First he collected The Rolling Stones footage, added the Beatles, then branched into collecting and archiving many different styles of music and artists “from Frank Sinatra to the Sex Pistols and everything in between.”
But it was his introduction by Watts and keyboardist Chuck Leavell to a Belgian rock promoter at a Rolling Stones concert in Amsterdam on July 6, 1998, that led to his access to European music archives that catapulted his business to the next level.
Peck and Watts enjoyed a mutual love of music history. Peck often shared video footage with Watts that he thought would interest him. In 1999, Watts gave an endorsement on The Rolling Stones letterhead to Reelin’ In The Years Productions that read: “I’m impressed with the depth of David Peck’s archives, the jazz footage in particular.”
“I could sit here all day and wax eloquent about what an amazing musician Charlie was and how no one else could have been in his shoes and done what he did, but everybody knows that,” Peck says. “What most people don’t know is what a genuine, decent, loving, non-egotistical person he was.”
Not long after they met in early 1998, Watts left a voicemail on Peck’s machine. “I still have it,” he says.
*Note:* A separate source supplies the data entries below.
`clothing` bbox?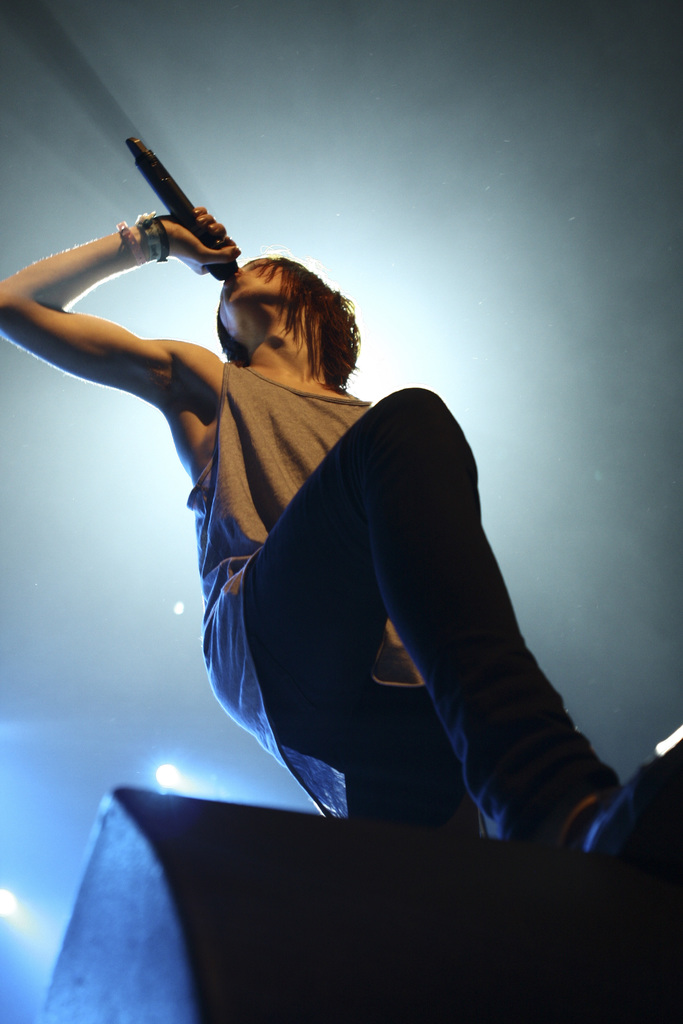
[x1=174, y1=339, x2=623, y2=849]
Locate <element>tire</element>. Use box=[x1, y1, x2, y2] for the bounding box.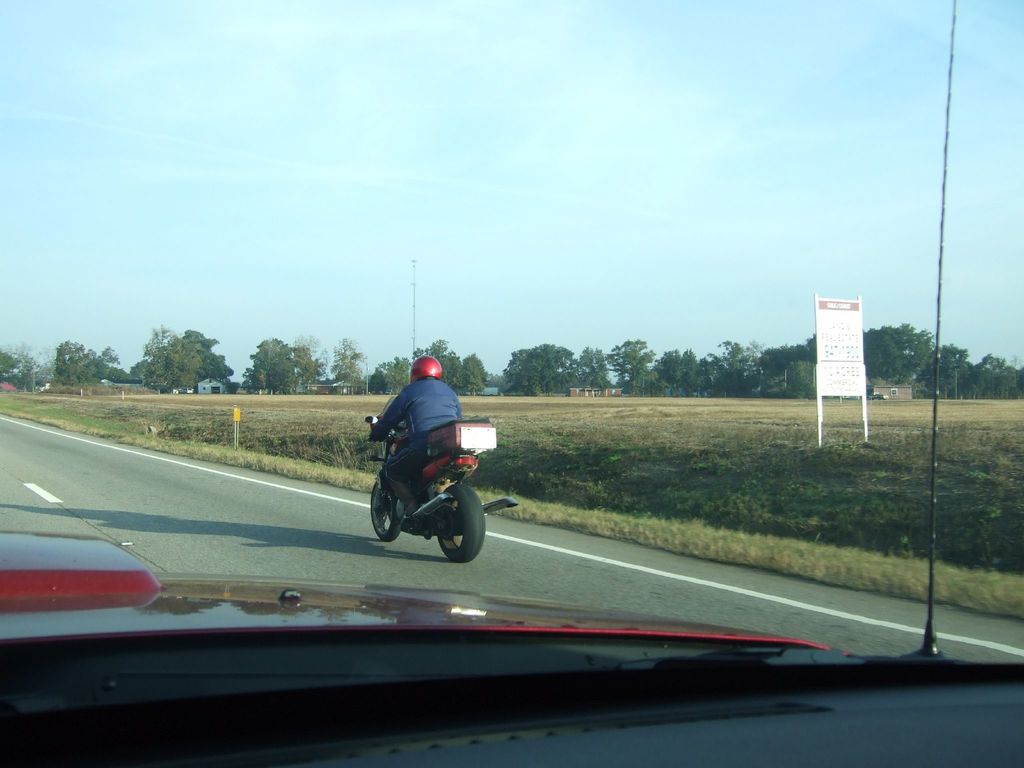
box=[369, 481, 402, 542].
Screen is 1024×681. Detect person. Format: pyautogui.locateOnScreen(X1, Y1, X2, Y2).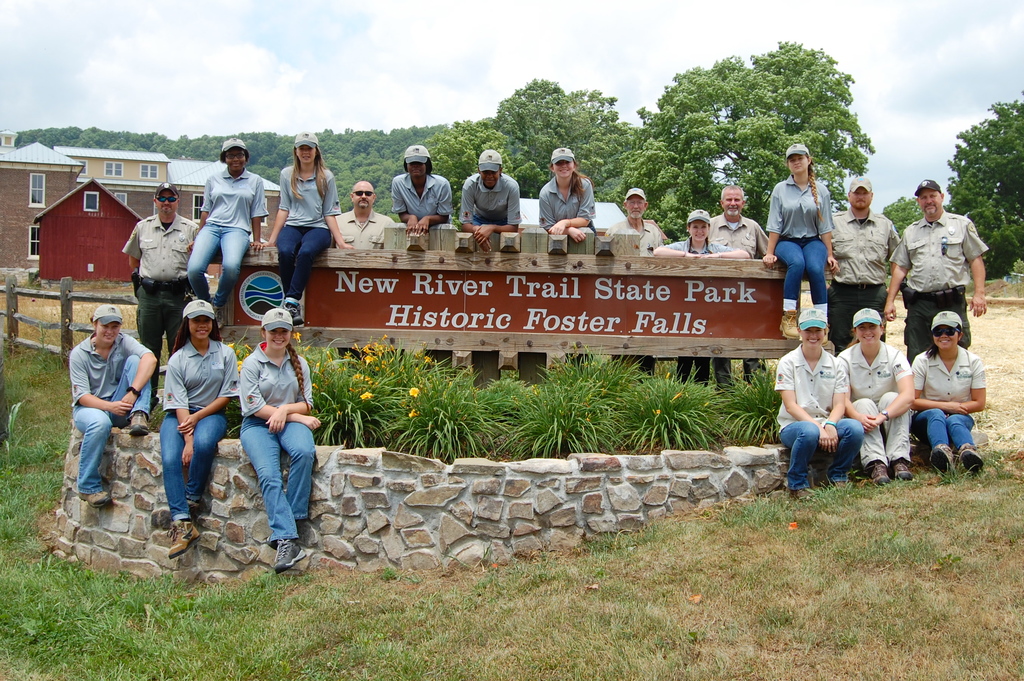
pyautogui.locateOnScreen(913, 308, 990, 480).
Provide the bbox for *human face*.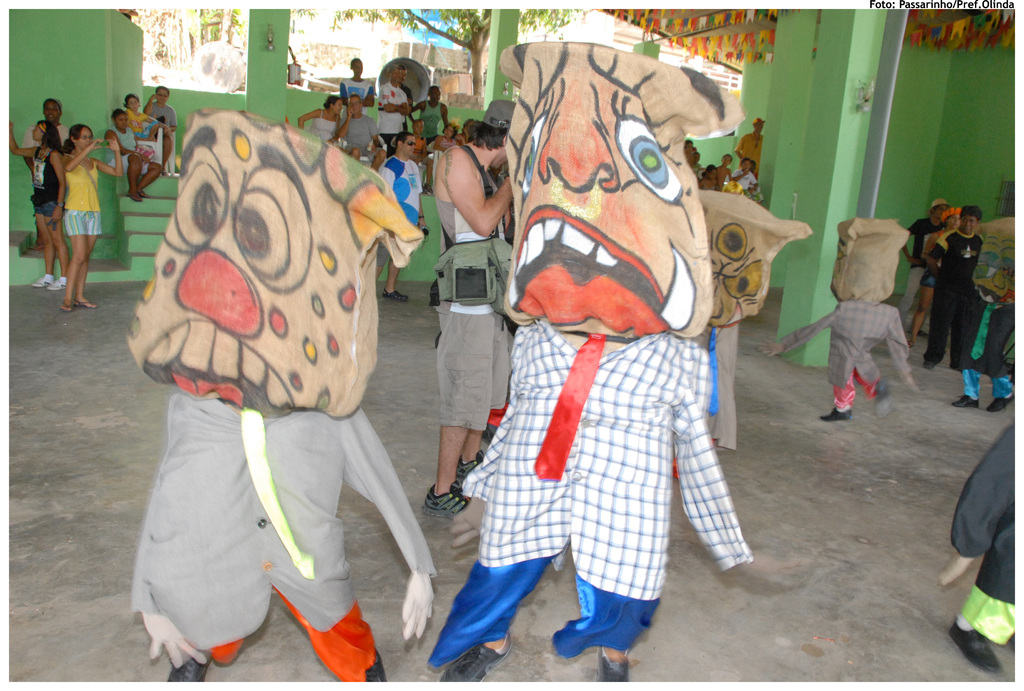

Watts spoke of film footage of Frank Sinatra and Fred Astaire, thanked him and said, “See you Thursday.”
Because of his profession, Peck has had the good fortune to meet and work with highly successful people in the entertainment world.
“Charlie was the nicest, hands down, and the most genuine,” Peck says. “He was an English gentleman, very proper and very nice. … He didn’t really live the rock ‘n’ roll lifestyle.”
In tribute, Peck posted some of his photos, his memories and a letter from Watts on his Facebook page.
“Charlie always signed his letters, ‘C.R. Watts (Drummer The Rolling Stones)’ — as if there could be another one.”
One of Peck’s favorite tales took place at a 1998 Stones performance at the Hard Rock Casino in Las Vegas. He was waiting in a makeshift backstage area with Johnny Depp, Brad Pitt and Pamela Anderson.
“I’m not an A-lister. I don’t even make the alphabet,” Peck jokes. Nevertheless, when ticket sales manager Shelley Lazar lifted the curtain to the adjacent room, she announced: ‘David, Charlie will see you now.’”
“Brad Pitt was looking at me as if to say, ‘Who the hell is he?’
Watts greeted Peck and escorted him into a kitchen area and a seat next to Penny Marshall.
“He looks at me and says in a sweet voice, ‘David, can I get you anything?’
“I’m looking at him and thinking to myself how much joy his music had given me and he’s asking me if there’s anything he can get for me?”
Another memorable moment that night was when he asked Watts if he planned to tour that summer with the Stones. “He leans into me and says, ‘They won’t let me leave.’”
Watts referred to his band cohorts as “they,” almost as though they were separate entities, Peck says.
“He didn’t take anything for granted. He didn’t expect anything because he was a rock star. He was just a regular guy.”